Tuesday, 1 November 2022

iPhone maker Foxconn is raising wages in a scramble to lure back workers fleeing draconian COVID restrictions: reports

Foxconn employees take shuttle buses to head home on October 30, 2022 in Zhengzhou, Henan Province of China. Shuttle buses have been arranged by local authorities to facilitate the return trips of Foxconn factory workers to their hometowns after COVID-19 infections were reported in the city Zhengzhou.
Foxconn employees take shuttle buses to head home on October 30, 2022 in Zhengzhou, Henan Province of China.
  • Major iPhone maker Foxconn is raising wages in a scramble to get fleeing workers to return.
  • Foxconn's plant has been mired in COVID restrictions since an outbreak on its premises.
  • Factory workers in Zhengzhou, China were videoed climbing fences and walking to their hometowns.

Apple's biggest iPhone maker, Foxconn, is raising workers' wages at its plant in Zhengzhou, China, after some of its  employees began fleeing the site to escape stringent pandemic measures following an outbreak, according to several media reports. 

Foxconn, which employs around 200,000 workers at the plant, bumped hourly pay by as much as 36% to around $5.20 an hour for "key positions," Bloomberg wrote on Monday. The outlet cited sources who declined to be identified because the pay raise was not publicly announced.

Meanwhile, Foxconn said it would raise daily bonuses for its workers at the Zhengzhou plant to $55 a day for the month of November, Reuters reported.

Before the recent pay bump, Foxconn workers made around $1,082 per month, the South China Morning Post reported in January. 

Reports of Foxconn raising wages comes amid a critical period, as Apple looks to produce newly-launched iPhone 14s for the holiday season. Foxconn produces around 70% of Apple's global iPhone shipments, per Reuters.

Reuters reported on Monday that the pandemic measures mean that iPhone production could drop by as much as 30%. 

Its factory in Zhengzhou went into a closed-loop system in mid-October after coronavirus cases emerged there — a response which adheres to China's strict zero-COVID policy. Under the closed-loop system, workers are transported from their dormitories to the factory and back, and are not allowed to leave the premises.

A risk of food shortages became a source of unrest, as workers on production lines were given meal boxes, but other workers were only given basic foods like bread or instant noodles, Bloomberg reported on October 28.

Frustrated with their new living conditions, some workers were filmed climbing fences at the Zhengzhou plant and trekking to their hometowns miles away. One 20-year-old worker said she and her brother walked 25 miles with their luggage to get home, Bloomberg reported.

Foxconn previously told Insider that it was "aware that under the current situation, it is a protracted battle for safeguarding the health and safety of more than 200,000 employees in Foxconn's Zhengzhou park."

The iPhone maker further said it was arranging transport for employees who wanted to return home, after videos of its workers walking home went viral on Chinese social media.

Foxconn and Apple did not immediately respond to Insider's requests for comment for this story.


**Directions for this task:** What you should end up with is an exact copy of the lines from the one holding "Identify the location of label: City:." through the last line of the entries below, both included, and nothing else; leave every picture out.

(Exercise data Opens)

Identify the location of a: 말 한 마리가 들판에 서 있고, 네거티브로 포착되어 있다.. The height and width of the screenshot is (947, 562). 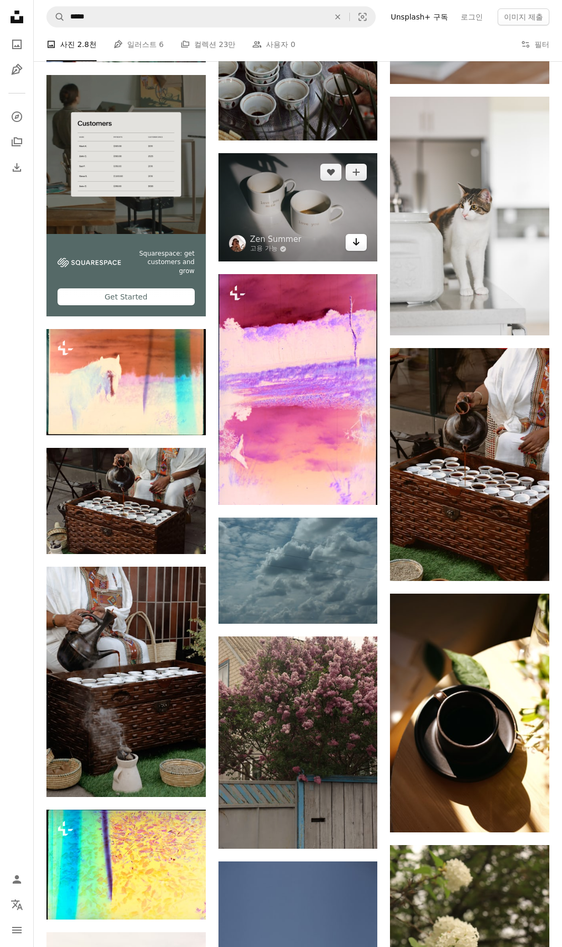
(126, 382).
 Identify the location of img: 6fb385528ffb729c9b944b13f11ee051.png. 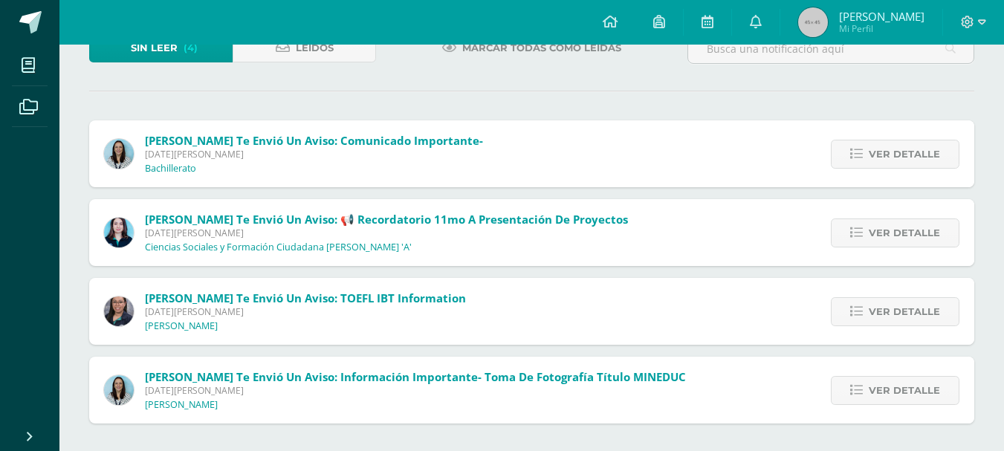
(119, 312).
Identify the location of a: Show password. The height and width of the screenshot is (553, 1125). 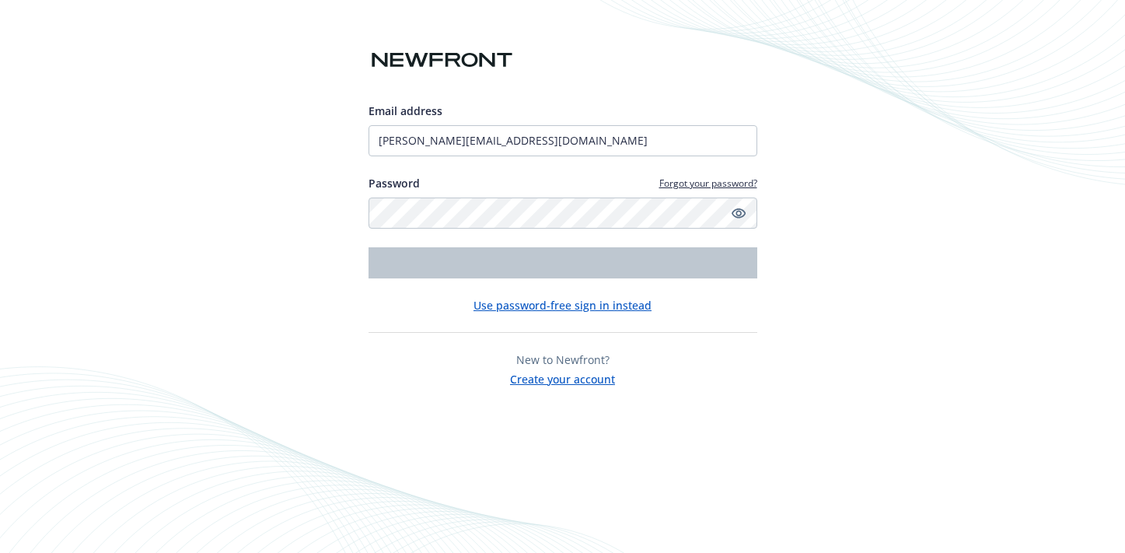
(738, 213).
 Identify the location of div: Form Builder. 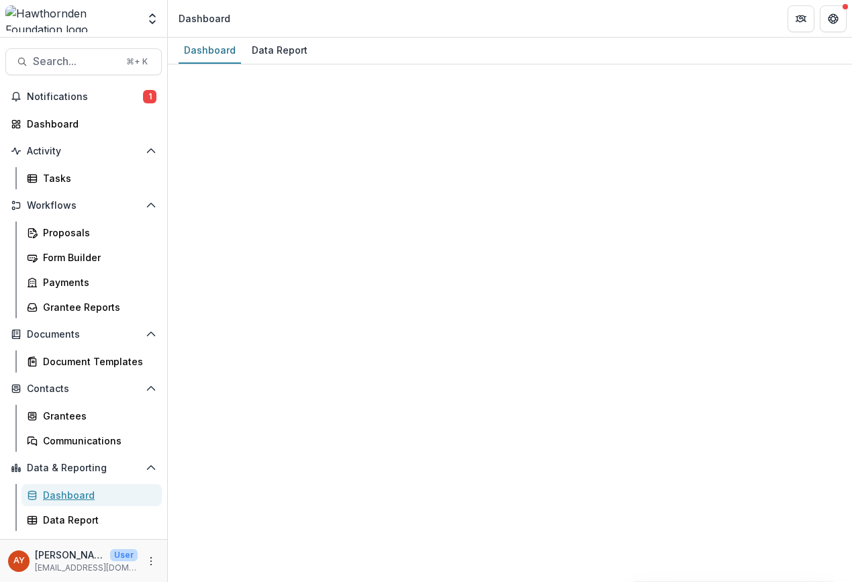
(97, 257).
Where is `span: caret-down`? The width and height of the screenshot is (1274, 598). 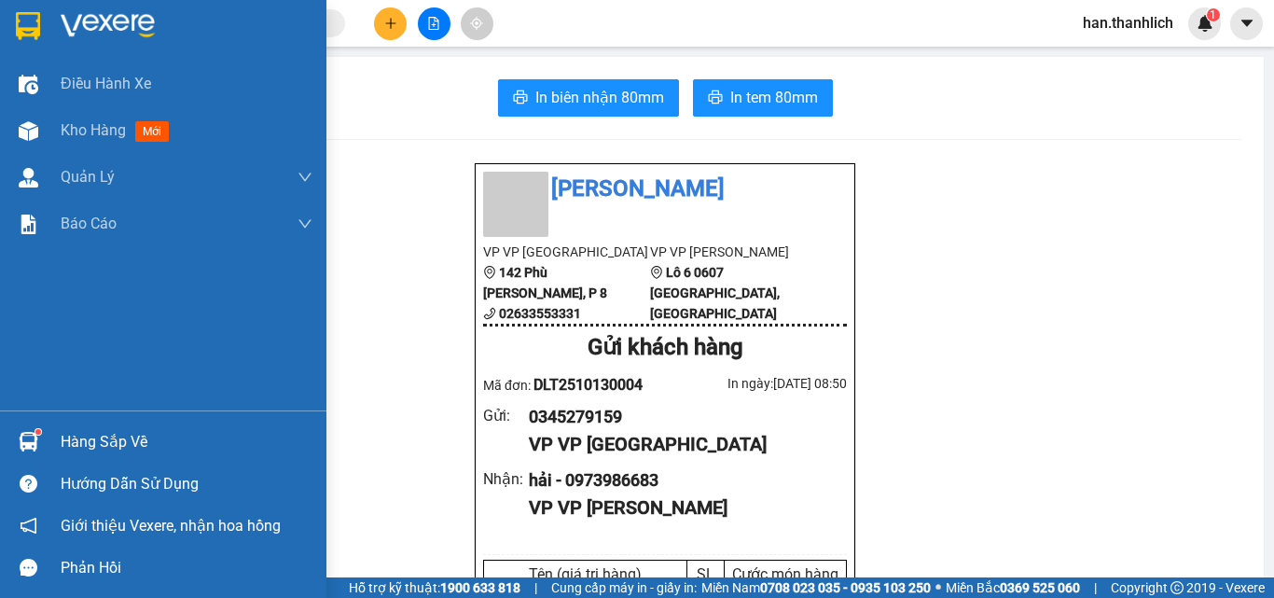
span: caret-down is located at coordinates (1247, 23).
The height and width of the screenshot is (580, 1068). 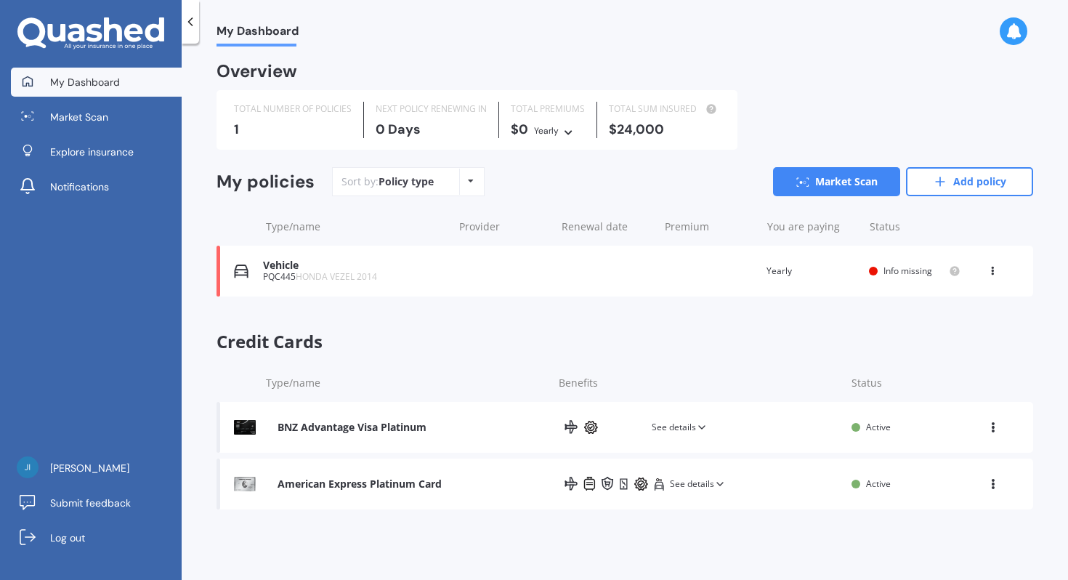 I want to click on a: Add policy, so click(x=969, y=182).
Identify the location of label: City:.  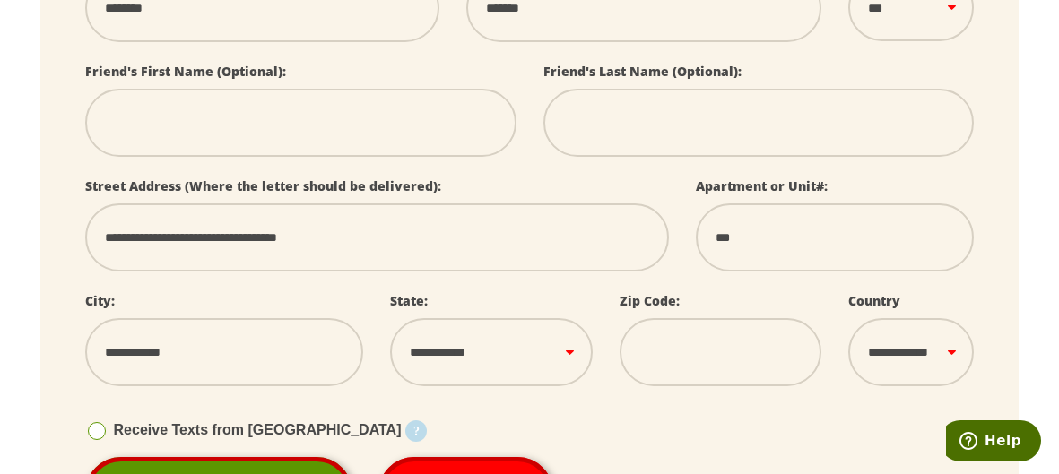
(100, 300).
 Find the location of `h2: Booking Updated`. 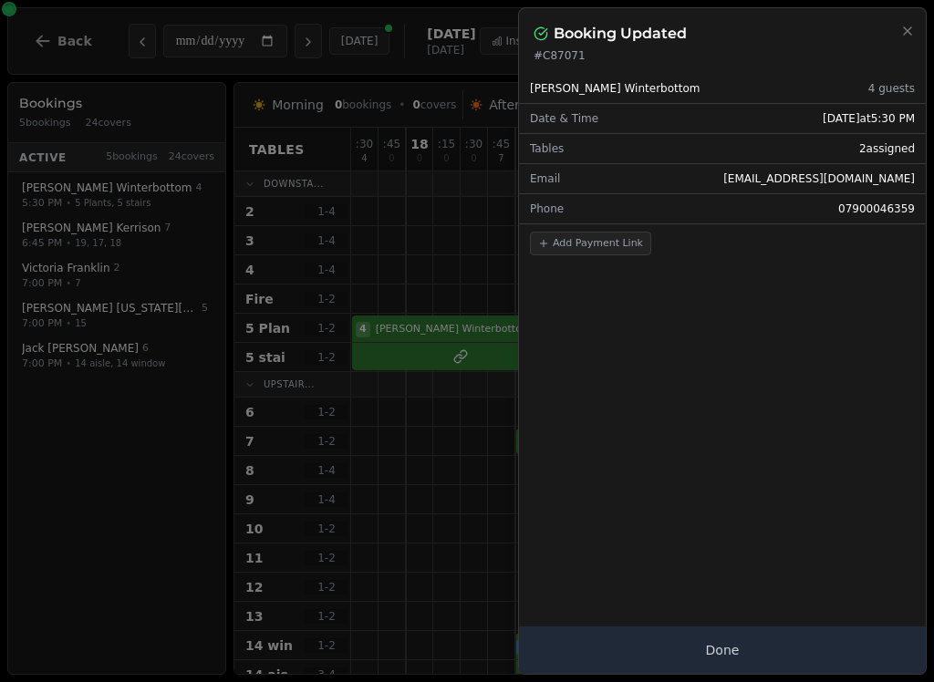

h2: Booking Updated is located at coordinates (620, 34).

(Exercise data Closes)

**Written answer:**
Identify the location of label: City:.  
(100, 300).
 Find the location of `h2: Booking Updated`. 

h2: Booking Updated is located at coordinates (620, 34).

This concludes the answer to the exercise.